Sunday, December 29, 2013

Carolyn Cooke's Anti-House

In the 59th in a series of posts on 2013 books entered for The Story Prize, Carolyn Cooke, author of Amor and Psycho (Alfred A. Knopf), gives us a tour of her eccentric studio.




Where do you do most of your work? 
I work in an uninsulated cabin that sits alone on a hill, not quite visible from my house, which is by almost any American standard also a cabin. The cabin that is not my house—call it my anti-house—has nine recycled windows and looks out over redwoods, tanoak, bullpines, and the ocean. A wooden ladder rises to a loft, which holds a futon covered with sheets that never need to be changed and an important pillow made from one of my husband’s old shirts and embroidered with the words “I Love You Mom,” which I keep as I might keep a deed in a safe deposit box, as proof. I sleep better and harder here than anywhere I’ve ever slept, and dream higher-quality dreams.


The anti-house is furnished with discards from my other life. The only precious object is an antique card table with a bit of inlay work at the front. My desk chair, straight-backed and Puritan, has a hole in the seat and wisps of horsehair coming out. There’s also a lounge chair with a pony hide that went through a fire (here, in 1999, my fault). Next to the chair sits a reading table containing a white metal lamp of the kind that cost $2 in the 1970s, two dictionaries, and four ivory elephants. The elephants—they used to be five—are the last things my Nana asked about before she died: “Have you lost my ivory elephants already?” with a kind of resignation I might one day remember to practice. There’s a mug containing the same red pencils my grandfather used to correct my letters to him and three wood-and glass cases containing rocks and birds’ eggs. A canvas guest chair bought at Conran’s in New York in 1980 threatens constantly to rip, but I don’t worry about that because I rarely have guests. 

The cabin contains a minimum of everything (besides human company) I need to survive: hot plate, sink, coffee articles, cans of soup, and a jar of peanut butter bought from the co-op the year my daughter turned nine. There’s one fork, one spoon, a Buck knife, and a Ball jar. There’s a telephone, an olive-green typewriter bought in Hamburg, Germany, in 1991, a dog bed, and a dog.

The books here are those I wandered up the hill with—essays, novels, diaries and poetry: Woolf, Dostoevsky, Nabokov, Roth, Trevor, Joyce, Ellison, Davis, Munro, Paley, Jewett, Lahiri, Lopez, Gaitskill, Michaels, Chekhov, Sontag, Didion, Eliot, Glück, Robinson, Stevens, Whitman, and Yeats. There are letters of Flaubert and Bishop (this last a fat volume that went through the fire and smells strongly of ashes and pine) and also twenty or so binders of letters, notes, journals, and sketches, which I combine in an endless work called “The Cord” and pillage regularly.

My anti-house is a private shell, a container for things that seemed important enough to drag up the hill. Myself, for example. It contains the part of life I made out of nothing, out of sentences. When I make my way here and get to work, I leave myself for a while, forget what I am. Later I head down the hill blurry and disoriented, stumbling over pine roots.

Where does this obsession come from, to see life, to nail it down with words, essentially instead of living, or as a way of living? I have a friend who designed and built an art studio in one of the years it took me not to finish my second book. He dug holes, poured concrete, laid joists and beams, erected a shell, ran electric wire through the walls, hung sheet rock, painted and plumbed—while I constructed and tore down phrases. (Now he has an anti-house to face his demons in.)

The house I live in embraces what Roland Barthes has called “the spectacular pleasures of domestic life”: newspapers, Band-Aids, roast chickens, day lilies, brass polish, old address books, train sets, ski jackets, sheet sets, screw drivers, stamps, soaps, vitamins, constant wireless contact with the world and an evolving cast of people to whom I feel connected by ties of affection and duty. My anti-house says no to all that.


» What is required:
Whatever the records below say, write them all out exactly.

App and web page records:
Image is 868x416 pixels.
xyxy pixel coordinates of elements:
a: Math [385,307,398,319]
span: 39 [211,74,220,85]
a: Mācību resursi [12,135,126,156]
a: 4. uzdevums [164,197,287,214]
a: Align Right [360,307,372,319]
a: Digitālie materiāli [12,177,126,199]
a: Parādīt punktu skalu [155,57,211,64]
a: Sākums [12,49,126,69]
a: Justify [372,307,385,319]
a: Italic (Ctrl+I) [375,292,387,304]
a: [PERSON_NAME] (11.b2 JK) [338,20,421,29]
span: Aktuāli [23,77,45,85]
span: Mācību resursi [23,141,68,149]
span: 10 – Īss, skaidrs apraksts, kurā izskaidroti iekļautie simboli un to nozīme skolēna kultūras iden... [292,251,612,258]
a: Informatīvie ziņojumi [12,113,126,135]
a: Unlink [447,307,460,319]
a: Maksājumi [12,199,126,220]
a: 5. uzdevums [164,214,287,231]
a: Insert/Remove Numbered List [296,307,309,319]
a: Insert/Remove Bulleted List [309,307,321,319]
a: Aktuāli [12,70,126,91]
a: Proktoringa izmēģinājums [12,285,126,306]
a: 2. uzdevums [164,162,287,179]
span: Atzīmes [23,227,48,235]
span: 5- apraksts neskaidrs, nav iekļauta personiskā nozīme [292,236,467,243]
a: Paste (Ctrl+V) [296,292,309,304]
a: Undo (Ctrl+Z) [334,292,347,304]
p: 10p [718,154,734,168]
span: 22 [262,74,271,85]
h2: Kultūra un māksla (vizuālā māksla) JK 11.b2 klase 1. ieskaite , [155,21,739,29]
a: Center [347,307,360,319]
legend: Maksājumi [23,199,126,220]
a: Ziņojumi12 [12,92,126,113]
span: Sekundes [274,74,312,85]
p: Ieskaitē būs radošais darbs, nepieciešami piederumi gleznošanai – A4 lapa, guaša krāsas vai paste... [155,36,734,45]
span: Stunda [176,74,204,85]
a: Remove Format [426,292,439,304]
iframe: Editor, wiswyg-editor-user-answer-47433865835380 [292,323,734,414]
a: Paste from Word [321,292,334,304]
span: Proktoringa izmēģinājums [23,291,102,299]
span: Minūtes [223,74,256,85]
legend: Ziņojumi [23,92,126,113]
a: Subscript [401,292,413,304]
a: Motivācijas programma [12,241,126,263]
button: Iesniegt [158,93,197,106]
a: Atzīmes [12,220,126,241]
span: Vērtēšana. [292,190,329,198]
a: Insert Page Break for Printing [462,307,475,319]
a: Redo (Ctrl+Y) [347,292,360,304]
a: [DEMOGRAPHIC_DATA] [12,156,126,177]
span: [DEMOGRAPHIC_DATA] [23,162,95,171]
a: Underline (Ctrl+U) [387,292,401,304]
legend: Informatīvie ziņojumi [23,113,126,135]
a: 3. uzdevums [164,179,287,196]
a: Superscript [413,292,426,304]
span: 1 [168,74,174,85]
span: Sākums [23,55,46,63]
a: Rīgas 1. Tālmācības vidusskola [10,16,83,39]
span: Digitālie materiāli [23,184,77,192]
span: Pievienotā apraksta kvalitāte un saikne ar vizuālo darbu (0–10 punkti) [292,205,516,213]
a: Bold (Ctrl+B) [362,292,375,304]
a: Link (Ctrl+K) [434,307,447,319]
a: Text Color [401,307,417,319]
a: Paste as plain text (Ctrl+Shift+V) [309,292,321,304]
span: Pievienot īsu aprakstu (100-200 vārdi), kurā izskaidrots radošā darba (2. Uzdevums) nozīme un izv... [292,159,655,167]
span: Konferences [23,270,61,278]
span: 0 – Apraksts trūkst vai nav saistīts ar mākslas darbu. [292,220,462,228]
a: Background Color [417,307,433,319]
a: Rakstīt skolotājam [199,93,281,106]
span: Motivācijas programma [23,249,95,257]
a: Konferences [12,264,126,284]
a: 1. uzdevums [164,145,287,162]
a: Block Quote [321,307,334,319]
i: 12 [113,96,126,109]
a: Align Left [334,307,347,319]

» Task output:
Image is 868x416 pixels.
xyxy pixel coordinates of elements:
a: Math [385,307,398,319]
span: 39 [211,74,220,85]
a: Mācību resursi [12,135,126,156]
a: 4. uzdevums [164,197,287,214]
a: Align Right [360,307,372,319]
a: Digitālie materiāli [12,177,126,199]
a: Parādīt punktu skalu [155,57,211,64]
a: Sākums [12,49,126,69]
a: Justify [372,307,385,319]
a: Italic (Ctrl+I) [375,292,387,304]
a: [PERSON_NAME] (11.b2 JK) [338,20,421,29]
span: Aktuāli [23,77,45,85]
span: Mācību resursi [23,141,68,149]
span: 10 – Īss, skaidrs apraksts, kurā izskaidroti iekļautie simboli un to nozīme skolēna kultūras iden... [292,251,612,258]
a: Informatīvie ziņojumi [12,113,126,135]
a: Unlink [447,307,460,319]
a: Maksājumi [12,199,126,220]
a: 5. uzdevums [164,214,287,231]
a: Insert/Remove Numbered List [296,307,309,319]
a: Insert/Remove Bulleted List [309,307,321,319]
a: Aktuāli [12,70,126,91]
a: Proktoringa izmēģinājums [12,285,126,306]
a: 2. uzdevums [164,162,287,179]
span: Atzīmes [23,227,48,235]
span: 5- apraksts neskaidrs, nav iekļauta personiskā nozīme [292,236,467,243]
a: Paste (Ctrl+V) [296,292,309,304]
a: Undo (Ctrl+Z) [334,292,347,304]
p: 10p [718,154,734,168]
span: 22 [262,74,271,85]
h2: Kultūra un māksla (vizuālā māksla) JK 11.b2 klase 1. ieskaite , [155,21,739,29]
a: Center [347,307,360,319]
legend: Maksājumi [23,199,126,220]
a: Ziņojumi12 [12,92,126,113]
span: Sekundes [274,74,312,85]
p: Ieskaitē būs radošais darbs, nepieciešami piederumi gleznošanai – A4 lapa, guaša krāsas vai paste... [155,36,734,45]
span: Stunda [176,74,204,85]
a: Remove Format [426,292,439,304]
iframe: Editor, wiswyg-editor-user-answer-47433865835380 [292,323,734,414]
a: Paste from Word [321,292,334,304]
span: Proktoringa izmēģinājums [23,291,102,299]
span: Minūtes [223,74,256,85]
legend: Ziņojumi [23,92,126,113]
a: Subscript [401,292,413,304]
a: Motivācijas programma [12,241,126,263]
button: Iesniegt [158,93,197,106]
a: Atzīmes [12,220,126,241]
span: Vērtēšana. [292,190,329,198]
a: Insert Page Break for Printing [462,307,475,319]
a: Redo (Ctrl+Y) [347,292,360,304]
a: [DEMOGRAPHIC_DATA] [12,156,126,177]
span: [DEMOGRAPHIC_DATA] [23,162,95,171]
a: Underline (Ctrl+U) [387,292,401,304]
legend: Informatīvie ziņojumi [23,113,126,135]
a: 3. uzdevums [164,179,287,196]
a: Superscript [413,292,426,304]
span: 1 [168,74,174,85]
span: Sākums [23,55,46,63]
a: Rīgas 1. Tālmācības vidusskola [10,16,83,39]
span: Digitālie materiāli [23,184,77,192]
span: Pievienotā apraksta kvalitāte un saikne ar vizuālo darbu (0–10 punkti) [292,205,516,213]
a: Bold (Ctrl+B) [362,292,375,304]
a: Link (Ctrl+K) [434,307,447,319]
a: Text Color [401,307,417,319]
a: Paste as plain text (Ctrl+Shift+V) [309,292,321,304]
span: Pievienot īsu aprakstu (100-200 vārdi), kurā izskaidrots radošā darba (2. Uzdevums) nozīme un izv... [292,159,655,167]
span: Konferences [23,270,61,278]
span: 0 – Apraksts trūkst vai nav saistīts ar mākslas darbu. [292,220,462,228]
a: Background Color [417,307,433,319]
a: Rakstīt skolotājam [199,93,281,106]
span: Motivācijas programma [23,249,95,257]
a: Konferences [12,264,126,284]
a: 1. uzdevums [164,145,287,162]
a: Block Quote [321,307,334,319]
i: 12 [113,96,126,109]
a: Align Left [334,307,347,319]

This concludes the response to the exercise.